The thermal Sunyaev-Zeldovich (SZ) effect and soft X-ray emission are routinely observed around massive galaxies and in galaxy groups and clusters. We study these observational diagnostics of galaxy haloes for a suite of cosmological `zoom-in simulations from the `Feedback In Realistic Environments project, which spans a large range in halo mass 10^10-10^13 Msun). We explore the effect of stellar feedback on the hot gas observables. The properties of our simulated groups, such as baryon fractions, SZ flux, and X-ray luminosities (L_X), are broadly consistent with existing observations, even though feedback from active galactic nuclei is not included. We make predictions for future observations of lower-mass objects for both SZ and diffuse X-ray measurements, finding that they are not just scaled-do
We analyze a pair of Suzaku shadowing observations in order to determine the X-ray spectrum of the Galaxys gaseous halo. We simultaneously fit the spectra with models having halo, local, and extragalactic components.

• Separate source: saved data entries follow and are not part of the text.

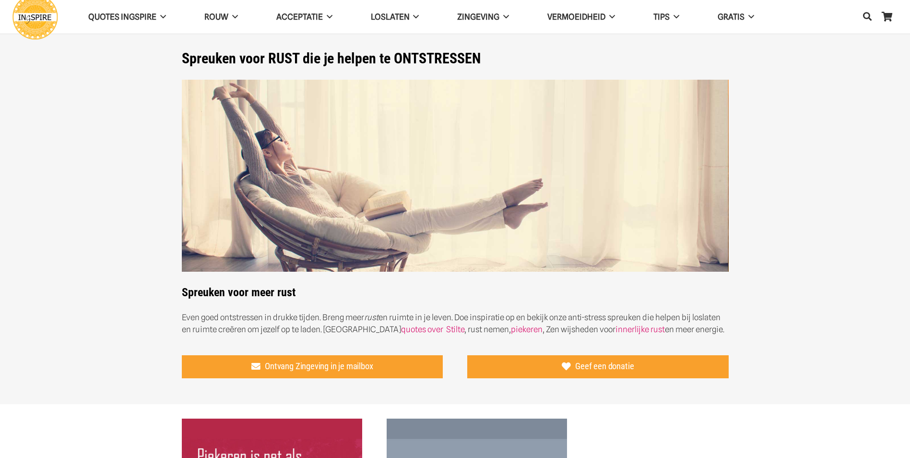  What do you see at coordinates (238, 292) in the screenshot?
I see `strong: Spreuken voor meer rust` at bounding box center [238, 292].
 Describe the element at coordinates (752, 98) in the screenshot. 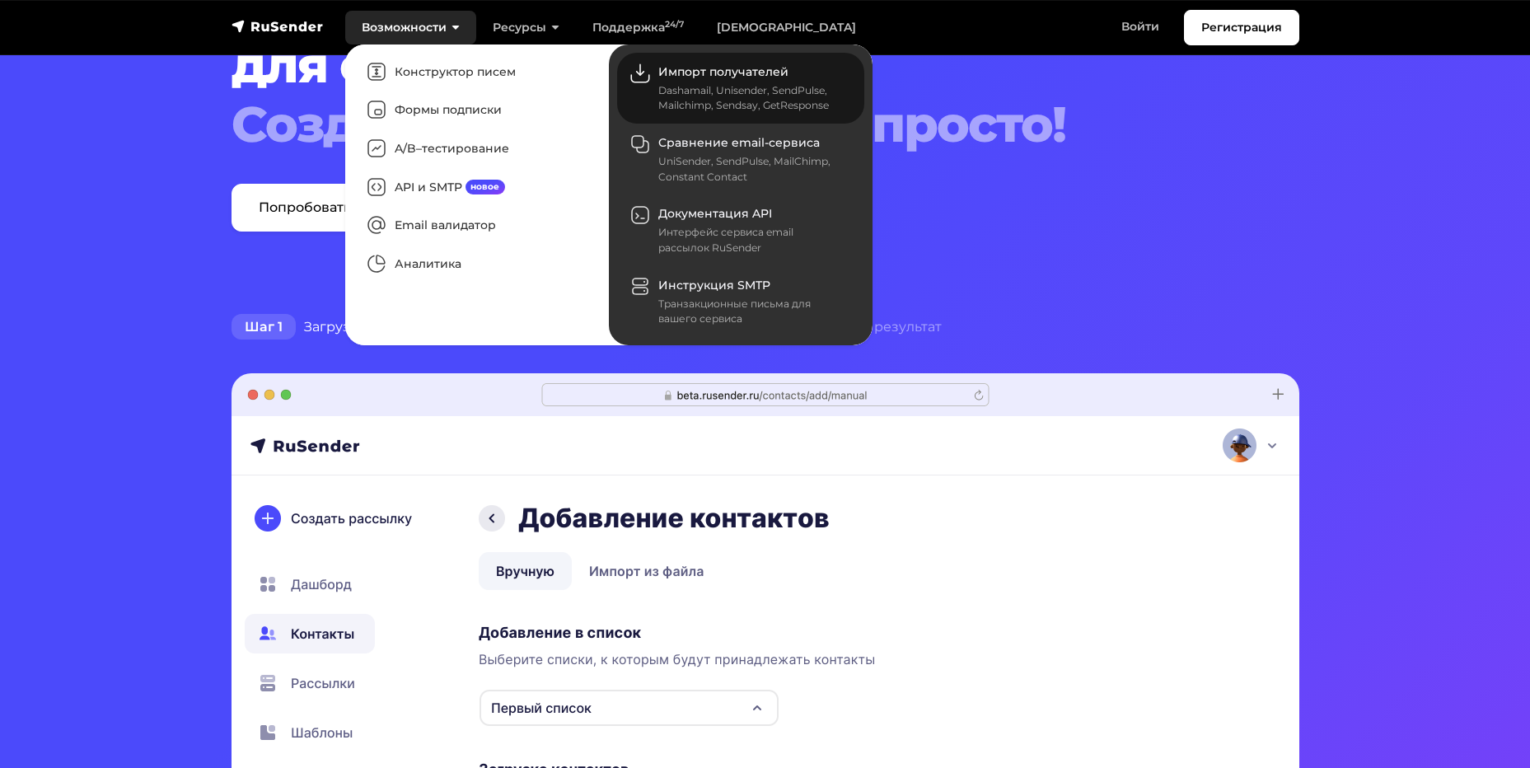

The intrinsic intensities of the halo OVII triplet and OVIII Lyman alpha emission lines are 9.98^{+1.10}_{-1.99} LU (line unit; photons cm^-2 s^-1 Sr^-1) and 2.66^{+0.37}_{-0.30} LU, respectively. Meanwhile, FUSE OVI observations for the same directions and SPEAR CIV observations for a nearby direction indicate the existence of hot halo gas at temperatures of ~10^{5.0} K to ~10^{6.0} K. This collection of data implies that the hot gas in the Galactic halo is not isothermal, but its temperature spans a relatively wide range from ~10^{5.0} K to ~10^{7.0} K. We therefore construct a differential emission measure (DEM) model for the halos hot gas, consisting of two components. In each, dEM/dlog T is assumed to follow a power-law function of the temperature and the gas is assumed to be in collisional ionizational equilibrium. The low-temperature component (LTC) of the broken power-law DEM model covers the temperature range of 10^{4.80}-10^{6.02} K with a slope of 0.30 and the high-temperature component (HTC) covers the temperature range of 10^{6.02}-10^{7.02} K with a slope of -2.21. We find that a simple model in which hot gas accretes onto the Galactic halo and cools radiatively cannot explain both the observed UV and X-ray portions of our broken power-law model. It can, however, explain the intensity in the Suzaku bandpass if the mass infall rate is 1.35*10^{-3} Msun yr^-1 kpc^-2. The UV and X-ray intensities and our broken power-law model can be well explained by hot gas produced by supernova explosions or by supernova remnants supplemented by a smooth source of X-rays.